FAHSS Teammates Pilot Rowdy River Rover to Spirited Finish
09/25/2019
By Ed Brennen
With a wingspan of almost 8 feet, the giant red and blue River Hawk was impossible to miss as it swooped through the University Crossing intersection and headed over the Howe Bridge toward North Campus on a recent Saturday afternoon.
As puzzled pedestrians and motorists stopped to snap photos, the trio of UMass Lowell students powering the colorful bird — Jacqui Gallant, Sarah Galevi and John Fedirko — kept pedaling their three-wheeled contraption, trying to keep pace with a larger-than-life lobster, a pirate ship and a bunch of bananas in the annual Lowell Kinetic Sculpture Race.
Launched by visiting lecturer Michael Roundy and co-director Bianca Mauro in 2016, the community event is part parade, part road race and part celebration of the arts that merges the “STEAM” fields of science, technology, engineering, art and mathematics.
Teams of all ages from across the area — including the Rowdy River Rovers from the Art & Design Department — design, build and ride their kinetic sculptures, which are all-terrain, human-powered vehicles made from repurposed materials. The grueling 6-mile course, which begins and ends in downtown Lowell, takes participants over cobblestone streets, through a mud pit, up and down hills and into the Merrimack River.
“It’s just a fun day where you kind of lose yourself in the moment,” says Gallant, a junior art major from Billerica who has been part of the Rowdy River Rovers since her freshman year. “It’s a chance to smile and laugh at yourself.”
As the only returning team member this year, Gallant recruited Galevi, a fellow junior art major with a focus on animation from Tewksbury, to join her one week before the race. Galevi had written a research paper on the race last year and was eager to join.
“I love this stuff,” Galevi said during a midrace pitstop at Lowell Heritage State Park, where competitors refueled on brown-bag lunches and rested in the shade on the unseasonably hot 85-degree day.
“We need a little chaos in our life,” Galevi said as she surveyed the scene through her heart-shaped sunglasses: hundreds of spectators, competitors and race organizers dressed in tie-dye T-shirts, Elvis wigs and banana costumes lining up for food trucks, enjoying music and waiting for the river portion of the race to begin.
Fedirko, a senior sound recording technology major from Warren, volunteered to join Gallant and Galevi the night before the race when he saw them pushing the sculpture from its storage area in the South Campus Parking Garage through the streets of Lowell to the Market Street starting line.
“I thought people would be yelling, ‘Get out of the road!’ because it was during rush hour, but everybody was clapping for us,” Galevi says. “It was amazing. I felt alive.”
Since only two people are needed to pedal the Rowdy River Rover, the team members took turns trailing behind on a Free Wheelers bicycle during the race. They all hopped off and pushed in the “Maddening Mud Pit,” a 25-foot quagmire set up near the Tsongas Center.
“The first few seconds we really thought we were going to make it through, but then it just fell flat,” Galevi says. “It was rough, but we eventually made it.”
Originally built in collaboration with students from the Francis College of Engineering, the reusable kinetic sculpture features four empty 55-gallon drums (two on each side) for flotation. Gallant and Galevi sat on the barrels and paddled the craft during the river portion of the competition.
Among the spectators cheering them on from the banks of the Merrimack were Art & Design Department Chair Ellen Wetmore and Assoc. Prof. of English Bridget Marshall.
“This year’s race was fantastic, with some amazing entries,” says Marshall, who volunteered as a judge during last year’s event.
While the Rowdy River Rovers didn’t win this year’s race, they did take home the “Next to Last Award” and the “Very Competitive Non-competitive Award of Mediocrity” — just a couple of the tongue-in-cheek accolades that are part of the free-spirited event.
Following the “tremendously glorious day,” Roundy said he was thankful for the support he and Mauro continue to receive from the College of Fine Arts, Humanities and Social Sciences. Before her graduation last spring, art major Ashley Brown ’19 worked as a graphic design intern for the event. Media Output & Digital Imaging Coordinator Steven Lessard also lent his expertise for the promotional materials.
“UMass Lowell is the heart and soul of this city, and we love partnering with them for the race,” Mauro says.
“We seem to have really hit our stride this year with fundraising and organizing,” says Roundy, who hopes to see mechanical engineering students team up with the art students once again in future races.
The Rowdy River Rovers would like to see that, too.
“We’ve been making little tweaks each year and fixing whatever breaks, but it would be cool to connect with the Engineering Department next year and bring North and South campuses together,” Gallant says.
Adds Fedirko, “Maybe we can get some of the CrossFit people from the Campus Recreation Center to help, too.”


(HOW TO COMPLETE THIS TASK) Pull every line containing "Shows" from the listing below.

(SUPPLIED DATA)
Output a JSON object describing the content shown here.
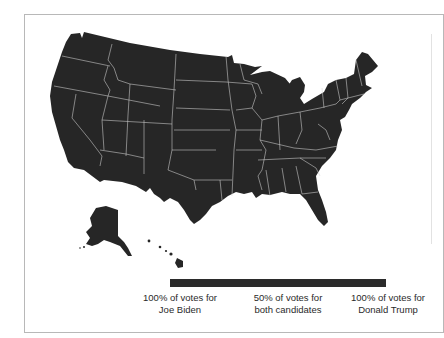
{
  "map": {
    "title": "",
    "region": "United States (by state)",
    "fill_color": "#262626",
    "border_color": "#d8d8d8",
    "insets": [
      "Alaska",
      "Hawaii"
    ]
  },
  "legend": {
    "bar_color": "#2b2b2b",
    "labels": [
      {
        "line1": "100% of votes for",
        "line2": "Joe Biden"
      },
      {
        "line1": "50% of votes for",
        "line2": "both candidates"
      },
      {
        "line1": "100% of votes for",
        "line2": "Donald Trump"
      }
    ]
  }
}
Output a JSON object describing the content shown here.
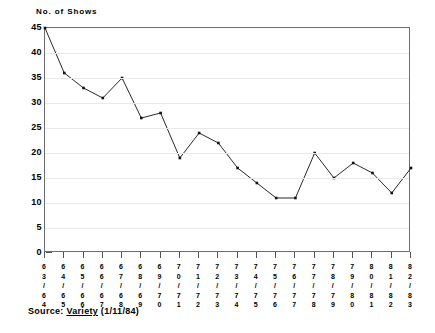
{
  "chart_data": {
    "type": "line",
    "title": "No. of Shows",
    "xlabel": "",
    "ylabel": "No. of Shows",
    "ylim": [
      0,
      45
    ],
    "yticks": [
      0,
      5,
      10,
      15,
      20,
      25,
      30,
      35,
      40,
      45
    ],
    "grid": true,
    "legend": null,
    "categories": [
      "63/64",
      "64/65",
      "65/66",
      "66/67",
      "67/68",
      "68/69",
      "69/70",
      "70/71",
      "71/72",
      "72/73",
      "73/74",
      "74/75",
      "75/76",
      "76/77",
      "77/78",
      "78/79",
      "79/80",
      "80/81",
      "81/82",
      "82/83"
    ],
    "category_digits": [
      [
        "6",
        "3",
        "/",
        "6",
        "4"
      ],
      [
        "6",
        "4",
        "/",
        "6",
        "5"
      ],
      [
        "6",
        "5",
        "/",
        "6",
        "6"
      ],
      [
        "6",
        "6",
        "/",
        "6",
        "7"
      ],
      [
        "6",
        "7",
        "/",
        "6",
        "8"
      ],
      [
        "6",
        "8",
        "/",
        "6",
        "9"
      ],
      [
        "6",
        "9",
        "/",
        "7",
        "0"
      ],
      [
        "7",
        "0",
        "/",
        "7",
        "1"
      ],
      [
        "7",
        "1",
        "/",
        "7",
        "2"
      ],
      [
        "7",
        "2",
        "/",
        "7",
        "3"
      ],
      [
        "7",
        "3",
        "/",
        "7",
        "4"
      ],
      [
        "7",
        "4",
        "/",
        "7",
        "5"
      ],
      [
        "7",
        "5",
        "/",
        "7",
        "6"
      ],
      [
        "7",
        "6",
        "/",
        "7",
        "7"
      ],
      [
        "7",
        "7",
        "/",
        "7",
        "8"
      ],
      [
        "7",
        "8",
        "/",
        "7",
        "9"
      ],
      [
        "7",
        "9",
        "/",
        "8",
        "0"
      ],
      [
        "8",
        "0",
        "/",
        "8",
        "1"
      ],
      [
        "8",
        "1",
        "/",
        "8",
        "2"
      ],
      [
        "8",
        "2",
        "/",
        "8",
        "3"
      ]
    ],
    "values": [
      45,
      36,
      33,
      31,
      35,
      27,
      28,
      19,
      24,
      22,
      17,
      14,
      11,
      11,
      20,
      15,
      18,
      16,
      12,
      17
    ],
    "series": [
      {
        "name": "No. of Shows",
        "values": [
          45,
          36,
          33,
          31,
          35,
          27,
          28,
          19,
          24,
          22,
          17,
          14,
          11,
          11,
          20,
          15,
          18,
          16,
          12,
          17
        ],
        "color": "#111111",
        "marker": "square"
      }
    ],
    "annotations": []
  },
  "source": {
    "prefix": "Source:",
    "publication": "Variety",
    "date": "(1/11/84)"
  }
}
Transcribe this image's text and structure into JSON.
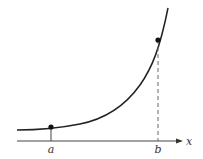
{
  "diagram": {
    "type": "exponential-curve",
    "axis": {
      "label": "x"
    },
    "points": [
      {
        "label": "a",
        "x": 51,
        "y": 127
      },
      {
        "label": "b",
        "x": 158,
        "y": 40
      }
    ],
    "colors": {
      "stroke": "#222222",
      "dashed": "#666666",
      "background": "#ffffff"
    }
  }
}
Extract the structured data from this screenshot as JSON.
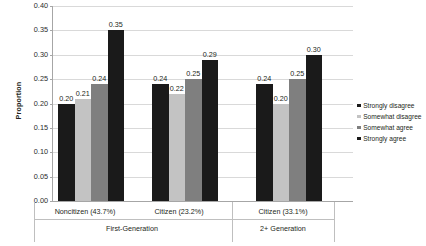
{
  "chart_data": {
    "type": "bar",
    "title": "",
    "xlabel": "",
    "ylabel": "Proportion",
    "ylim": [
      0,
      0.4
    ],
    "ytick_labels": [
      "0.40",
      "0.35",
      "0.30",
      "0.25",
      "0.20",
      "0.15",
      "0.10",
      "0.05",
      "0.00"
    ],
    "ytick_values": [
      0.4,
      0.35,
      0.3,
      0.25,
      0.2,
      0.15,
      0.1,
      0.05,
      0.0
    ],
    "grid": true,
    "legend_position": "right",
    "categories": [
      "Noncitizen (43.7%)",
      "Citizen (23.2%)",
      "Citizen (33.1%)"
    ],
    "supergroups": [
      {
        "label": "First-Generation",
        "categories": [
          "Noncitizen (43.7%)",
          "Citizen (23.2%)"
        ]
      },
      {
        "label": "2+ Generation",
        "categories": [
          "Citizen (33.1%)"
        ]
      }
    ],
    "series": [
      {
        "name": "Strongly disagree",
        "color": "#1a1a1a",
        "values": [
          0.2,
          0.24,
          0.24
        ],
        "labels": [
          "0.20",
          "0.24",
          "0.24"
        ]
      },
      {
        "name": "Somewhat disagree",
        "color": "#c3c3c3",
        "values": [
          0.21,
          0.22,
          0.2
        ],
        "labels": [
          "0.21",
          "0.22",
          "0.20"
        ]
      },
      {
        "name": "Somewhat agree",
        "color": "#7f7f7f",
        "values": [
          0.24,
          0.25,
          0.25
        ],
        "labels": [
          "0.24",
          "0.25",
          "0.25"
        ]
      },
      {
        "name": "Strongly agree",
        "color": "#1a1a1a",
        "values": [
          0.35,
          0.29,
          0.3
        ],
        "labels": [
          "0.35",
          "0.29",
          "0.30"
        ]
      }
    ]
  },
  "legend": {
    "items": [
      {
        "label": "Strongly disagree",
        "color": "#1a1a1a"
      },
      {
        "label": "Somewhat disagree",
        "color": "#c3c3c3"
      },
      {
        "label": "Somewhat agree",
        "color": "#7f7f7f"
      },
      {
        "label": "Strongly agree",
        "color": "#1a1a1a"
      }
    ]
  }
}
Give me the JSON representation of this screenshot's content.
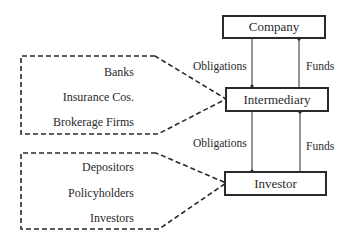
{
  "nodes": {
    "company": {
      "label": "Company"
    },
    "intermediary": {
      "label": "Intermediary"
    },
    "investor": {
      "label": "Investor"
    }
  },
  "flows": [
    {
      "from": "company",
      "to": "intermediary",
      "left_label": "Obligations",
      "right_label": "Funds"
    },
    {
      "from": "intermediary",
      "to": "investor",
      "left_label": "Obligations",
      "right_label": "Funds"
    }
  ],
  "groups": {
    "intermediary_examples": {
      "items": [
        "Banks",
        "Insurance Cos.",
        "Brokerage Firms"
      ]
    },
    "investor_examples": {
      "items": [
        "Depositors",
        "Policyholders",
        "Investors"
      ]
    }
  },
  "colors": {
    "stroke": "#2a2a2a",
    "background": "#ffffff"
  }
}
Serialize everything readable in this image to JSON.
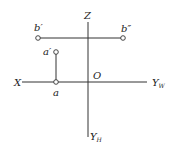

(YOUR SOLUTION)
    "title": "No. of Shows",
    "ylabel": "No. of Shows",
        "name": "No. of Shows",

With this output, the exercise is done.